Adaptive seasonal shift towards investment in fewer, larger offspring


SOCIETY FOR INTEGRATIVE AND COMPARATIVE BIOLOGY
2021 VIRTUAL ANNUAL MEETING (VAM)
January 3 – Febuary 28, 2021

Meeting Abstract


17-7  Sat Jan 2  Adaptive seasonal shift towards investment in fewer, larger offspring Hall, JM*; Mitchell, TS; Thawley, CJ; Stroud, JT; Warner, DA; Auburn University; University of Minnesota; Neumann University; Washington University; Auburn University jmh0131@auburn.edu http://www.devoeco.weebly.com

As reproductive seasons progress, females often shift from greater energetic investment in many small offspring towards investing less total energy into fewer, better provisioned offspring. Two primary hypotheses have been proposed as explanations. One is an adaptive hypothesis from life-history theory: early offspring have a survival advantage over those produced later. Accordingly, selection favors females that invest in offspring quantity early in the season and offspring quality later. The other suggests these patterns result from passive responses to seasonal changes in the environment experienced by reproducing females. To disentangle the causes underlying this pattern, we performed complementary field and laboratory studies with lizards (Anolis sagrei).

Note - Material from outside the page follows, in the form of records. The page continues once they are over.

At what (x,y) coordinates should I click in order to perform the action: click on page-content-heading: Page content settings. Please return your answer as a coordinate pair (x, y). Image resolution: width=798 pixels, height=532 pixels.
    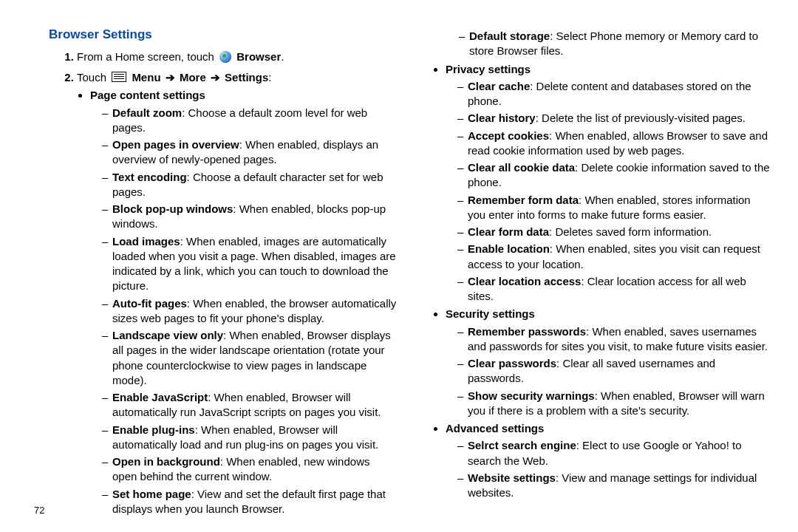
    Looking at the image, I should click on (148, 95).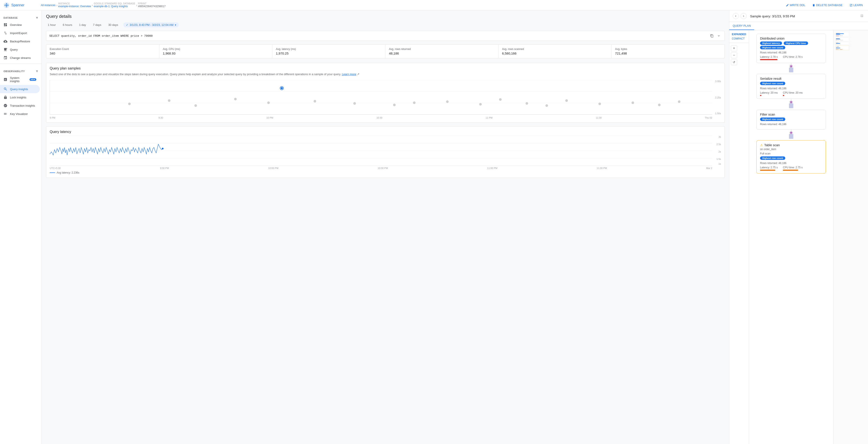  Describe the element at coordinates (151, 25) in the screenshot. I see `time-range-active: ✓ 3/1/23, 8:43 PM - 3/2/23, 12:04 AM ▾` at that location.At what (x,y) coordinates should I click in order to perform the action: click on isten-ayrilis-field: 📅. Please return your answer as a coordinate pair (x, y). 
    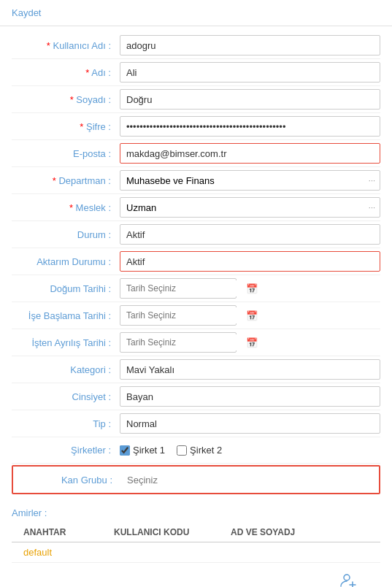
    Looking at the image, I should click on (250, 342). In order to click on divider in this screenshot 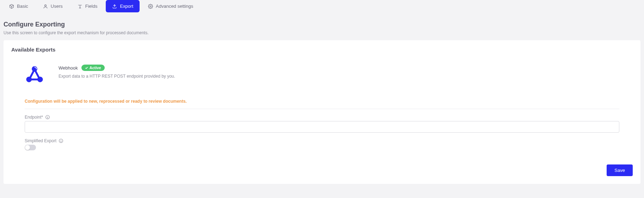, I will do `click(322, 109)`.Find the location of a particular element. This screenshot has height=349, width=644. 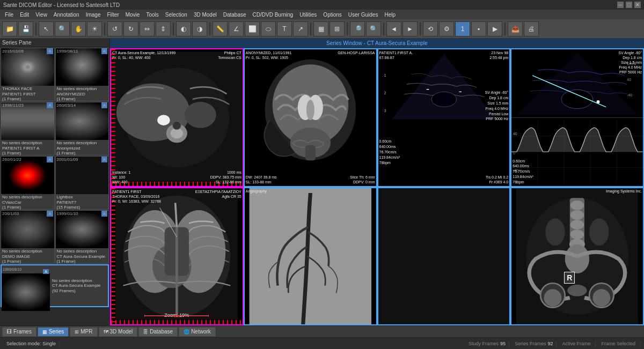

angle-button: ∠ is located at coordinates (236, 29).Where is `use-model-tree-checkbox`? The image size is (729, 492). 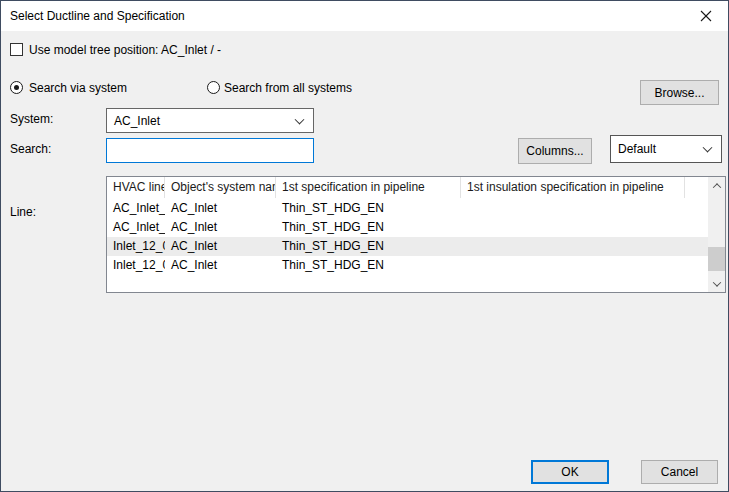 use-model-tree-checkbox is located at coordinates (16, 50).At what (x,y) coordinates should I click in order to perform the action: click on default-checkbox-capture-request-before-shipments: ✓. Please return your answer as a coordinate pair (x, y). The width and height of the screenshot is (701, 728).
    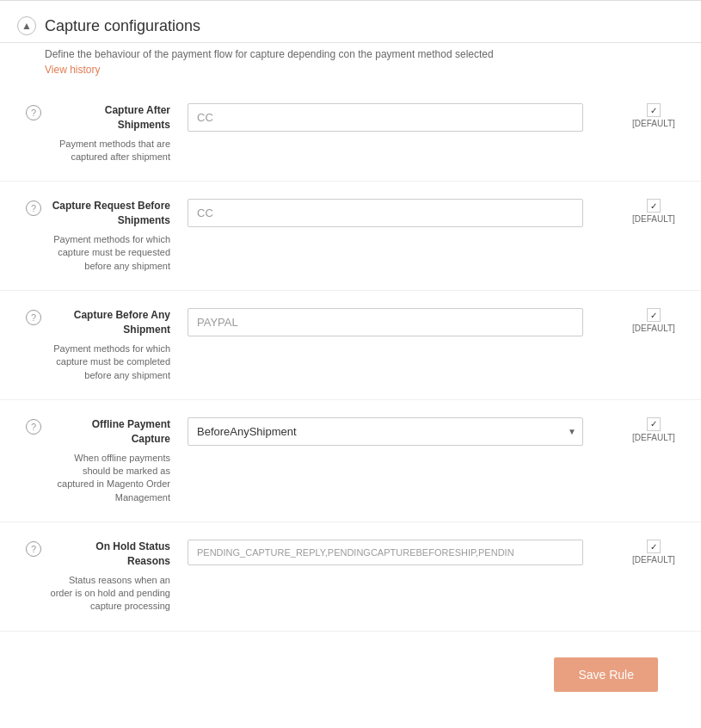
    Looking at the image, I should click on (654, 206).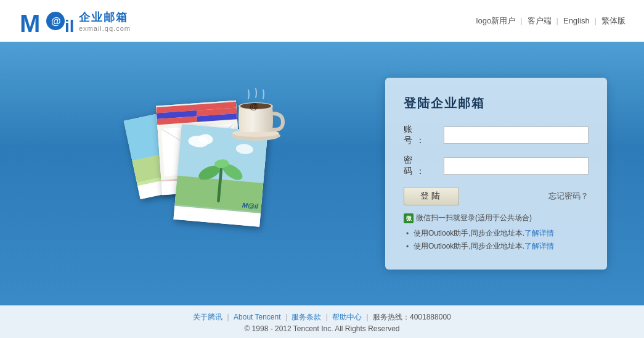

The laboratory study controlled maternal environments and quantified reproductive patterns throughout the reproductive season for each female. The field study measured similar metrics from free ranging lizards across an entire reproductive season. In the laboratory, females increased relative effort per offspring as the reproductive season progressed; smaller eggs were laid earlier, larger eggs were laid later. Because these patterns consistently emerge under controlled laboratory conditions, they likely represent an intrinsic, potentially adaptive adjustment of reproductive effort as predicted by life-history theory. The field study revealed similar trends, suggesting that intrinsic patterns are strong enough to persist despite the environmental variability that characterizes natural habitats. The observed patterns are indicative of an adaptive seasonal shift in parental investment in response to a deteriorating offspring environment: allocating greater resources to late-produced offspring likely enhances maternal fitness.